- **What you should do**:
Could the data below be printed out exactly, with the pictures left out?

(Measuring device photo data)
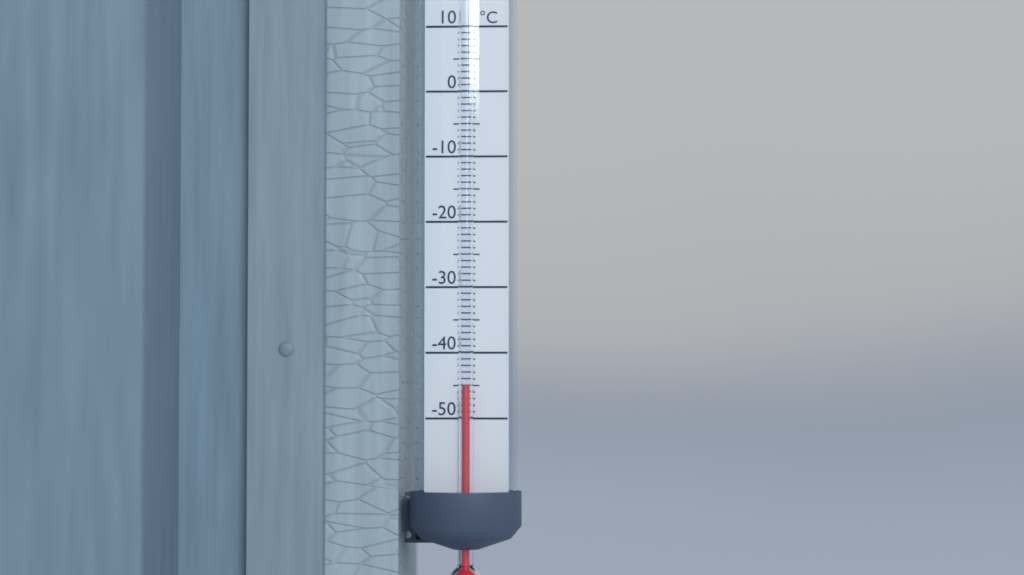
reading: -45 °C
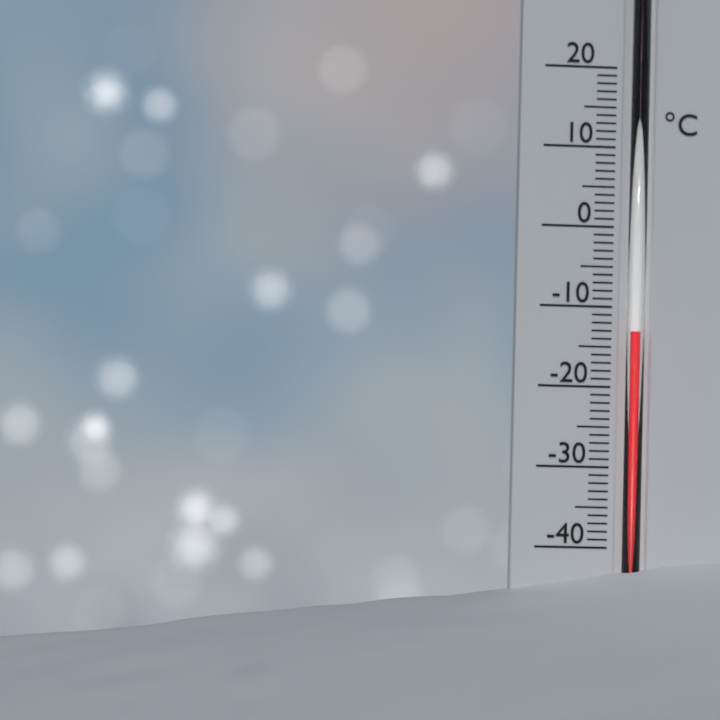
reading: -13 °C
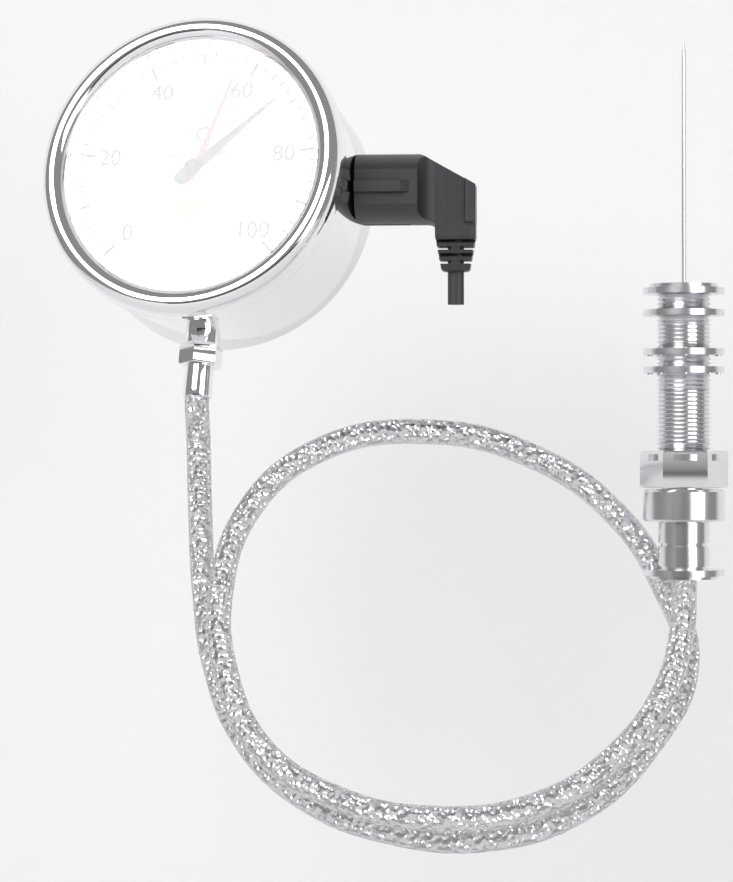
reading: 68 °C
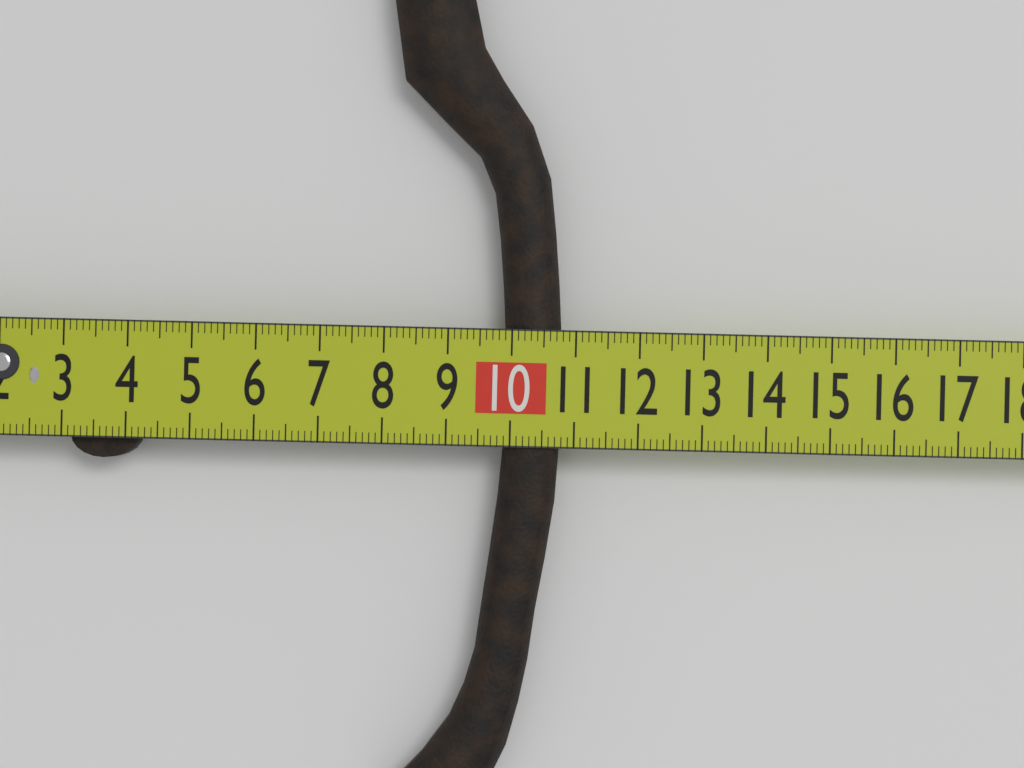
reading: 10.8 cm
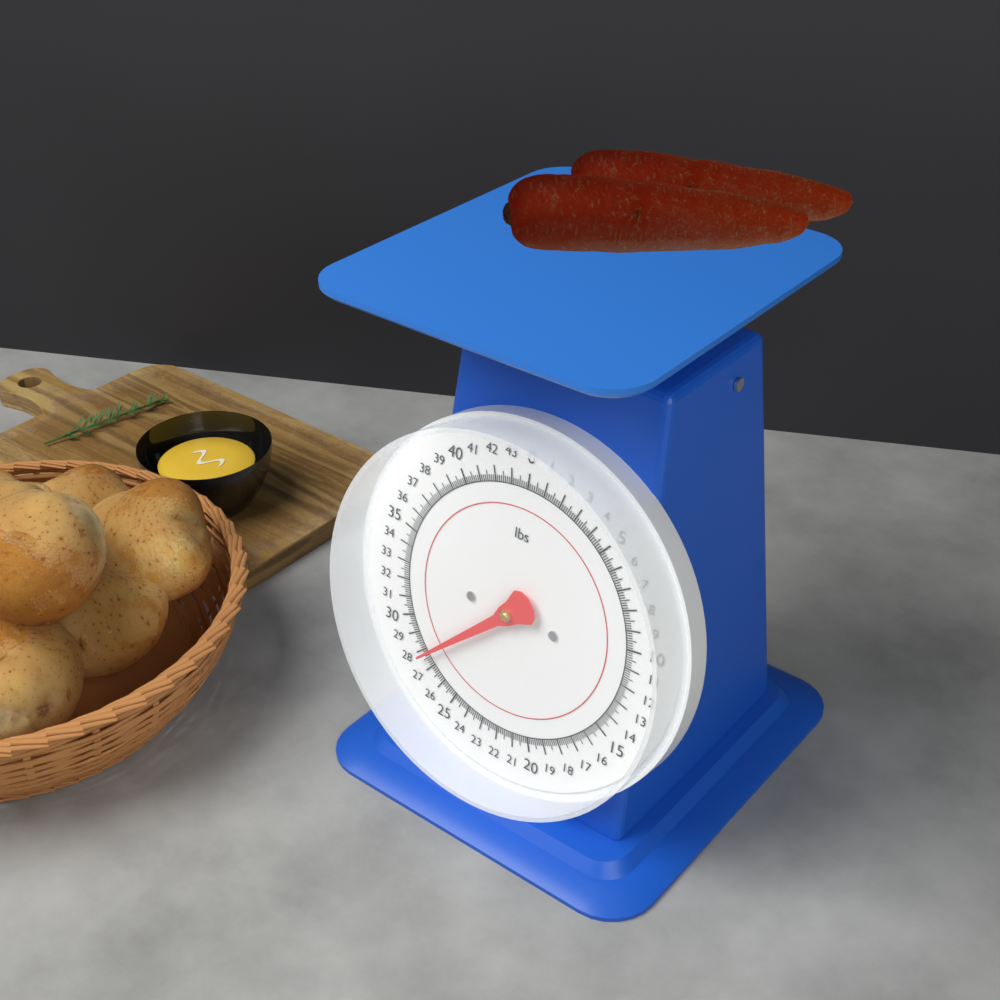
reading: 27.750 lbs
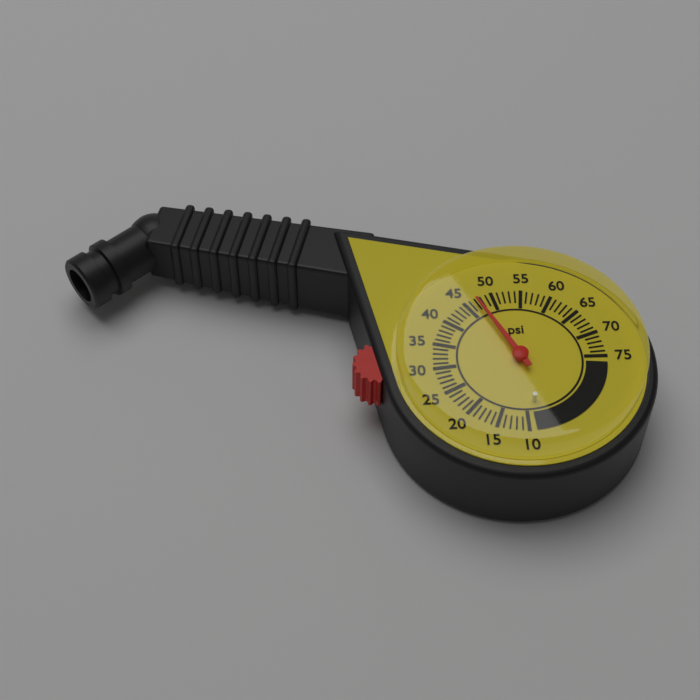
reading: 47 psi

- **Response below**:
reading: -45 °C
reading: -13 °C
reading: 68 °C
reading: 10.8 cm
reading: 27.750 lbs
reading: 47 psi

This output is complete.